That power has to be dependable, as well. A <1 sec. flicker in the power to one of our fabs caused the loss of half a month’s output with a capital loss in the millions, as well as delays in delivery that took two months to catch up on. That’s not counting the loss our customers took from not having their parts on time, and the loss of future business that excursion cost us. Wind power just cannot support semiconductor fabrication, and any artificial localized increase in energy prices will drive the industry to friendlier shores.
Cap-and-trade will end semiconductor fab manufacturing in the US in five years; just enough time to buy and put in enough infrastructure in some non cap-and-trade country to support it. (Mexico would love to have our semiconductor industry, but I think it will likely go to the first non-Japan Asian nation to enact firm IP protections.)

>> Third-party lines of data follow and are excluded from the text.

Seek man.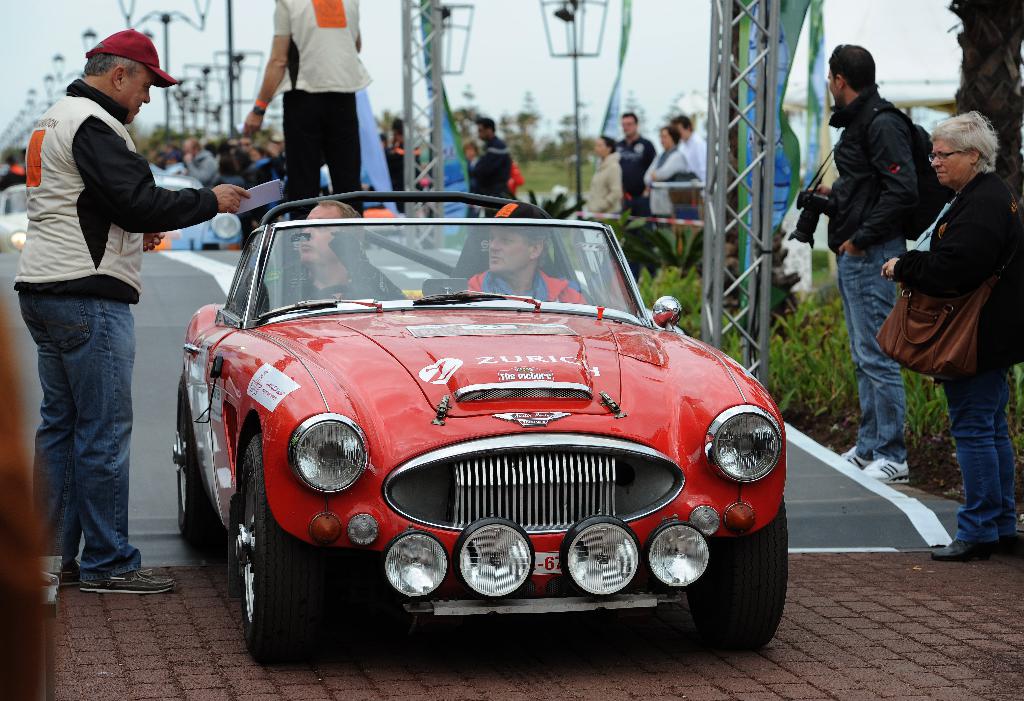
[left=391, top=117, right=417, bottom=190].
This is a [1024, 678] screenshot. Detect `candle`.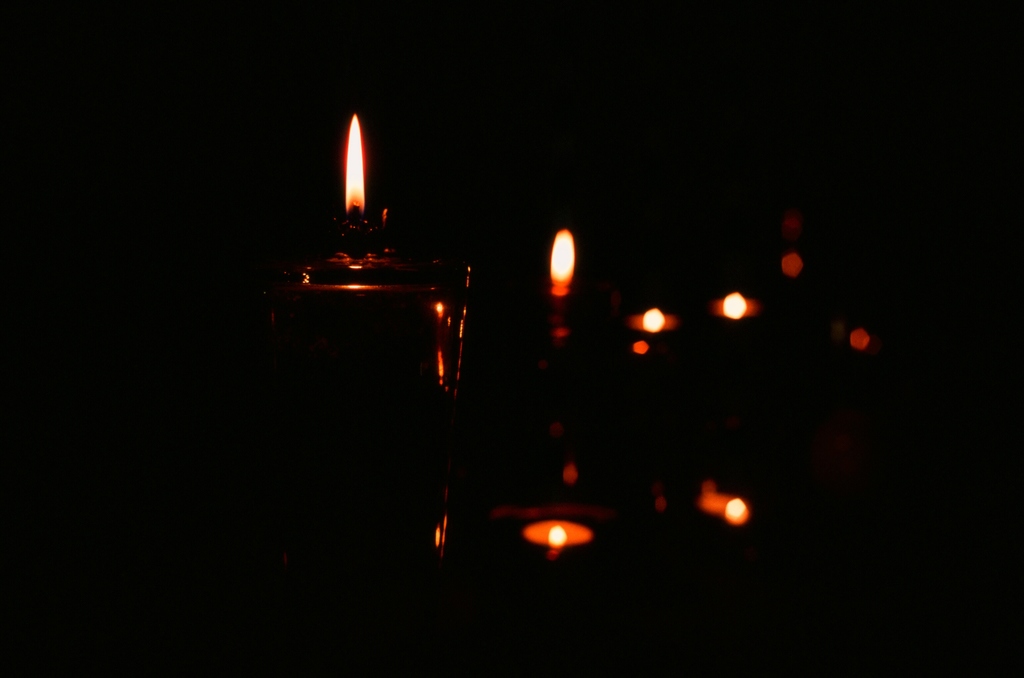
(710, 293, 765, 406).
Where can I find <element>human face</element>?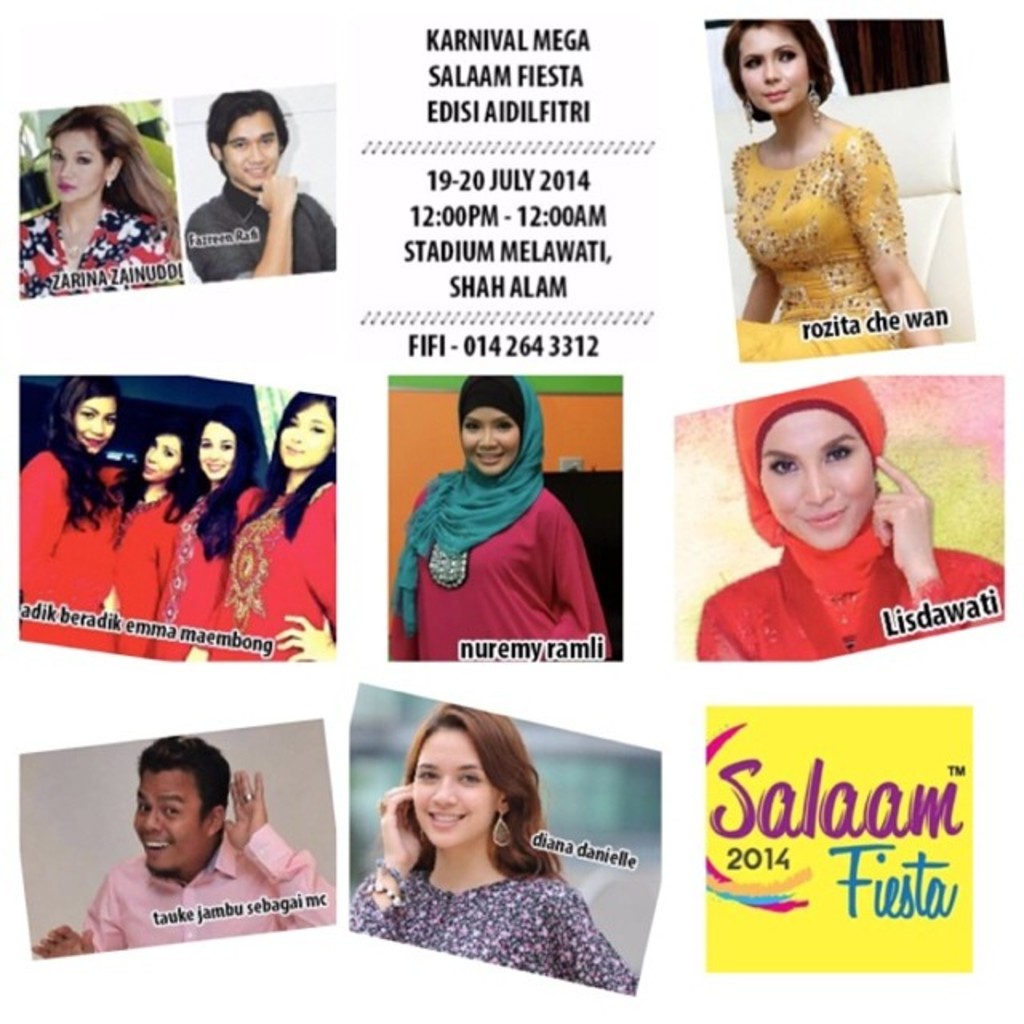
You can find it at bbox(762, 411, 870, 552).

I had a laser in my office about 20 years ago. It was a copper vapor laser for treating varicose veins and was very sensitive to voltage fluctuation. I had to add a line sensor and voltage modulation device, something like a UPS. The voltage in Laguna Hills, CA would fluctuate from 95 to 130 volts all day. This was coming from a combination of coal fired and nuclear generation. Most of it was probably load fluctuation. I suspect big manufacturing firms that are dependent on energy sources will have to go to self generation. The problem then is cap and trade.